Whānau often arrive feeling low. Sometimes hopeless. Often having had negative experiences with other services. But not here. Amy, Ally and Aron and the volunteers listen. They get to know people. They check in with genuine warmth, not just about food, but about firewood at home, about how someone’s week has been, about whether they are okay.

“Amy shared with us that during COVID, a young farming woman with a small baby had relied on the food bank during one of the hardest stretches of her life. When things finally turned around, she came back, her car loaded with exactly the items the team had called out for on Facebook. “She took everything we needed and doubled it.”

The Waitara community.

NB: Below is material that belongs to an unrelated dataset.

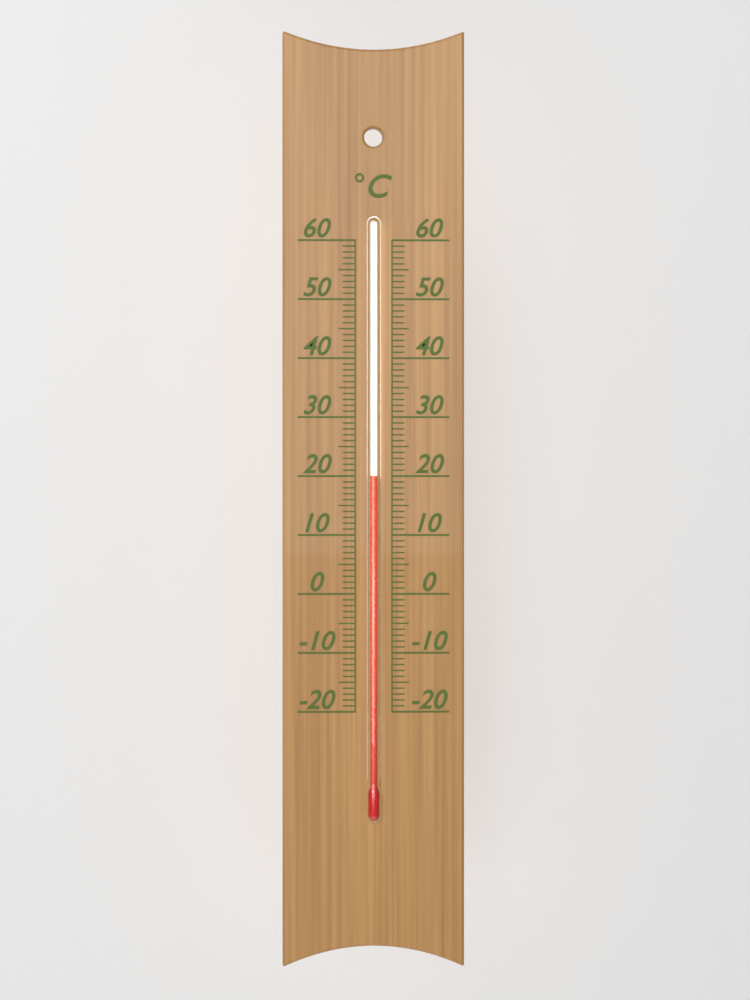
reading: 20 °C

A place its people are proud to call home, and one that those at the Foodbank know well and care deeply about.

 Learning to Cook Scones for Your Daughter

The cooking classes Amy runs are, in her own words, an empowerment piece. Two widowed men, neither of whom had ever really cooked for themselves, their wives having always taken care of the kitchen, came to the classes together. Slowly, week by week, they built the confidence to make meals.

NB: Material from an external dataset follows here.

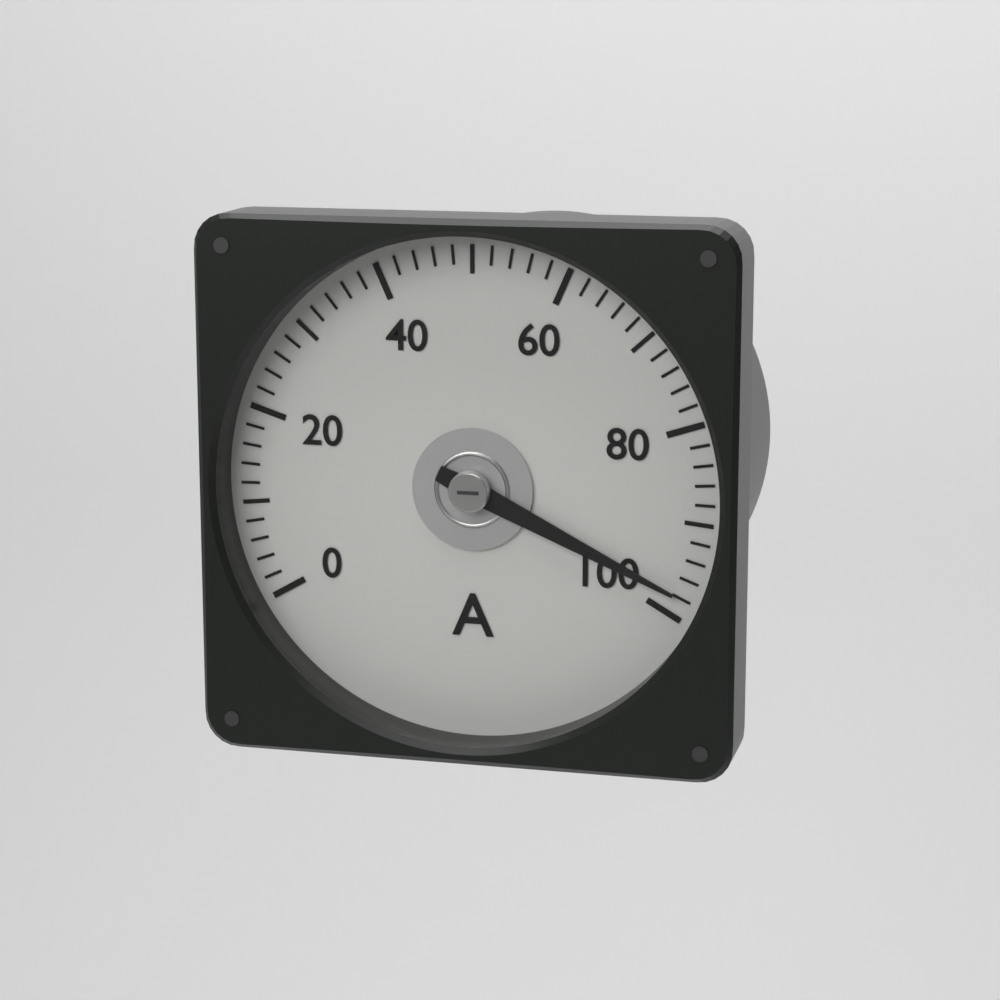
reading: 98 A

One of the men came to Amy with news one day.

“Tomorrow, do you know what I’m doing? My daughter is coming over and I’m making us some scones,” he shared.

The cooking classes are one part of a longer vision – breaking cycles of dependence, rebuilding practical skills, and helping whānau feel confident in their own kitchens again.

 

Images show tamariki enjoying hands-on cooking classes.

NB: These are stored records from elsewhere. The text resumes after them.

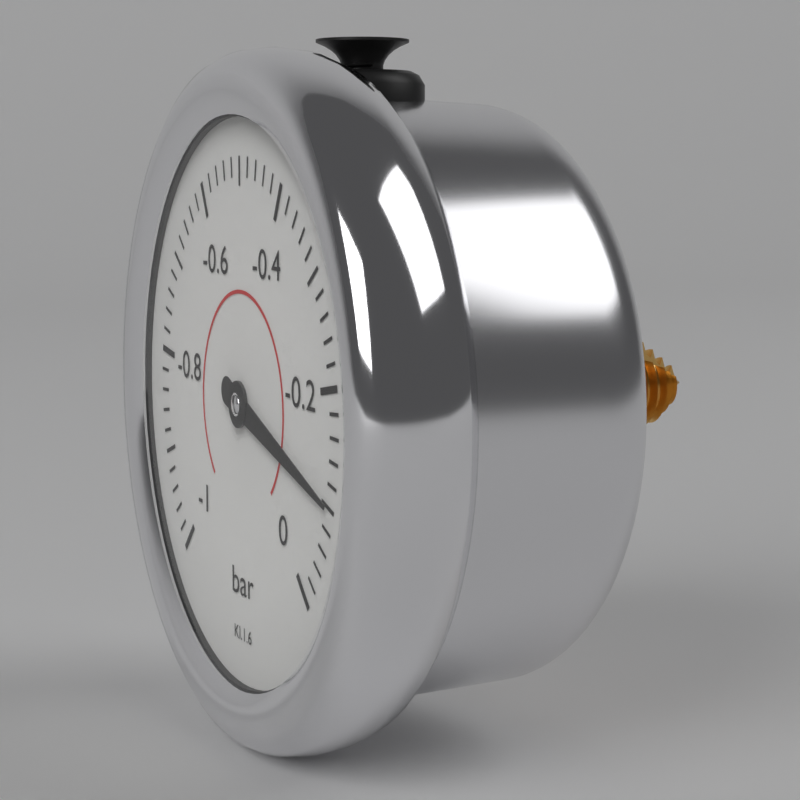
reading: -0.10 bar
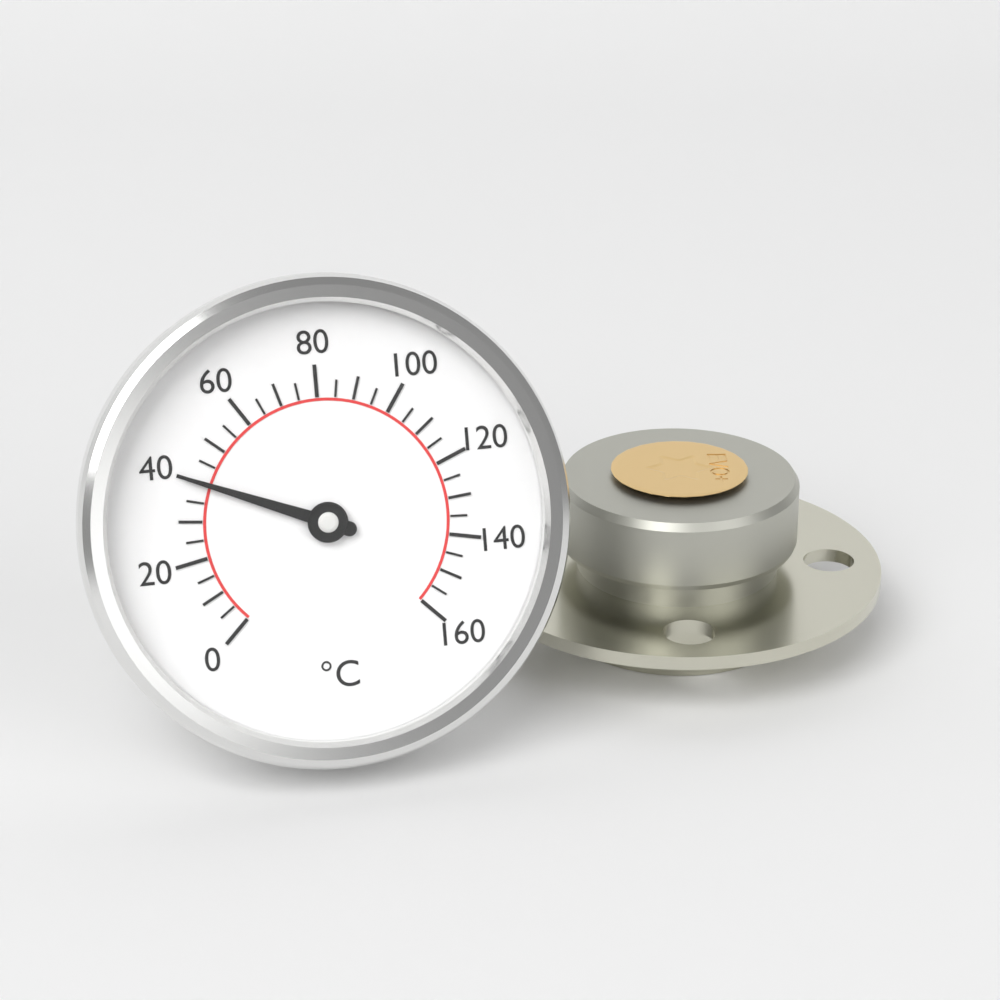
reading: 40 °C
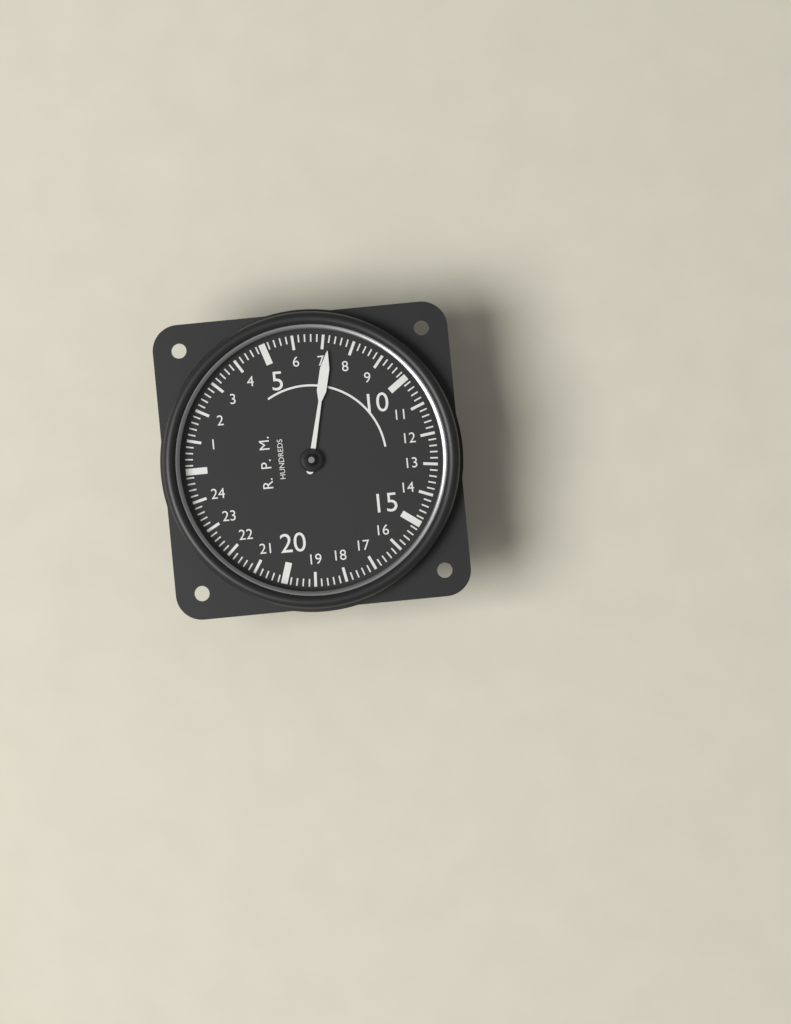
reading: 7.2 RPM x100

Growing Together – the Community Mara

On a section of land gifted by St John’s Church, a community garden has been created. But Amy is clear, it is less about the gardening and more about the gathering. It is a place to learn, connect and share skills. Volunteers run workshops. People who had never grown anything before have gone home and started vegetable gardens of their own. Amy also visits two local primary schools weekly, running gardening clubs, another way of growing those connections from the ground up.

Out the front of the food bank, a Pataka Kai stands as an open invitation. Food can be dropped off and taken, freely, by anyone in the community. No forms. No questions. Just a simple act of sharing.

  

Image on the left: A community garden has been created in Waitara. Image on the right: Tamariki from Waitara East School taking part in the Garden Club run by Amy.

The Need Has Grown

The Waitara Food Bank does not exist in isolation. New research from NZ Food Network paints a broader picture. One in three New Zealand households experienced some form of food insecurity in the last year. Two-thirds say it happened for the first time within the last twelve months. And nearly half of those who need help say shame or embarrassment stops them from seeking it.

The demand at the Waitara Food Bank reflects this reality. Clients who once collected weekly can now only come around twice a month. For those who need more intensive support, the team can also arrange a short-term weekly parcel plan, helping people get back on their feet after a major event or trauma. It is not a one size fits all situation. The need has outgrown the supply.

 Where We Fit In

As our region’s community foundation, our role is to connect generous donors with the causes and projects that need it most, and to provide the philanthropic infrastructure that helps those connections last.

In the case of the Waitara Food Bank, it is through Tindall Foundation and Connect Legal that we have been able to help. A modest grant over the last couple of years, enough to cover the power bill for an entire year.

There is more to do. Much more. But through showing up, through generosity, through communities that refuse to look away, places like this and people like Amy and Aly and their army of volunteers give us every reason to believe we can get there.

Nāu te rourou, nāku te rourou, ka ora ai te iwi
With your food basket and my food basket, the people will thrive.